Nothing will knock you out of a navel-gazing haze of self-indulgence over rapidly advancing age — “Wait? What’s that? Another wrinkle?” — quite like staring death in the face.
In this case, “the face” was a snapshot, more than 20 years old, of an old high school classmate who never lived to see her 16th birthday — let alone turn 41.
Curse
We had a horrific spate of teen deaths in my high school. So much so that the local paper covering the tragedies referred to them as a “curse.” Even one child dying is a curse, of course, but the six we lost during the four years I attended high school was enough to test even the faithful.
Some were car accidents, some suicide, and some were the result of natural, if tragically untimely, deaths. All these years later I still think about those kids.
The ones that didn’t get to agonize over finals, plan for prom dates or stifle in the 90-degree heat wearing an itchy mortarboard to graduate with us one sunny, Sunday afternoon.
They were represented on that momentous occasion with only a rose on a chair. I recall with clarity that at least one of their mothers came to watch the rest of us and wept.
When I become too morose over my advancing age, I think about all those lost classmates who would give anything to turn 30, 40 or more.
As a mother
As a mother myself I now identify with their parents as never before. Do they mark the time on a calendar? “He might have married” or “She would have had kids.”
Each milestone I enjoy is one that those long-lost classmates never get to see. Suddenly those extra pounds or the wrinkle between the brows pales in comparison to all the real problems in the world.
Nonetheless, because I am a vain and shallow person I often fail to take my own advice. Thus the morning of my 41st birthday dawned to find me just a tad obsessive about all the little things that add up to a very big reminder that I am not 21 anymore.
Some of those things are joyous: a husband, two children, a wonderful career and a house all mine. Others are less enticing: the bags, the sags, the weird little wrinkles. What is that all about? I used to have much better hair too.
Birthday
Being an inveterate waster of time, I consoled myself by logging on to the Internet to read birthday e-mails and check out my favorite hobby site. The thing about the Internet is that much like real life people rarely stay on topic.
Thus, buried amongst the discussions of photography and scrapbooks sat one simple little sentence: “Today is my son’s birthday, he would have been 25 years old.” Talk about being knocked back on your self-absorbed whiny little heels.
Today as in my birthday? I simply had to click.
Time
The writer, “Sue,” was a mother who had lost her 15-year-old son in a boating accident a decade earlier. Like me, “Sue” wondered how the years passed so quickly? She looked at photos of her son as a toddler and mused about his bright eyes and gummy smile.
She recalled the days when her son loved sitting on her lap to read and played loudly with Tonka trucks — making “brrrr-vroom” motor sounds.
She had only begun to know the teenage version of her child — he was bigger, stronger and more defined. She had already begun to sigh over how fast time was flying unaware of how cruelly and completely without warning it could stop.
Then it did and every birthday after — 10 years worth — was spent wishing that her child could have just one more birthday; another chance to grow up, another chance to grow old.
Somewhere on that very same birthday I was probably cataloging wrinkles and wondering if my butt looked big.
So I took out that old snapshot of my classmate — forever 15. She didn’t grow up. She didn’t grow old. She didn’t get true love, babies, or a (slightly) bigger butt. I feel confident in saying that I bet she would have loved to have a shot at all of that.
Forever
“I wish I could just stay 15 — or 25 — forever,” we say, but we can’t possibly mean it. Forever is a very long time.
Birthdays are just a number and the higher you go the luckier you really are. Each year is another gift of time. Time is promised to no one and taken all too quickly from some.
Make your birthdays — and everyday — count. Don’t waste your days counting wrinkles.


Description of the task:
Transcribe the entries exactly. Omit the pictures.

##############################

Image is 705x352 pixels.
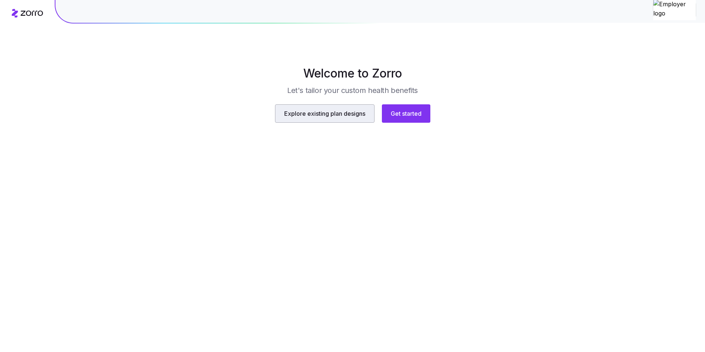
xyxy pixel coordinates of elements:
button: Explore existing plan designs [275,104,374,123]
span: Get started [391,109,421,118]
span: Explore existing plan designs [284,109,365,118]
h3: Let's tailor your custom health benefits [287,85,418,95]
button: Get started [382,104,430,123]
h1: Welcome to Zorro [170,65,534,82]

##############################

Written answer:
Image is 705x352 pixels.
xyxy pixel coordinates of elements:
button: Explore existing plan designs [275,104,374,123]
span: Get started [391,109,421,118]
span: Explore existing plan designs [284,109,365,118]
h3: Let's tailor your custom health benefits [287,85,418,95]
button: Get started [382,104,430,123]
h1: Welcome to Zorro [170,65,534,82]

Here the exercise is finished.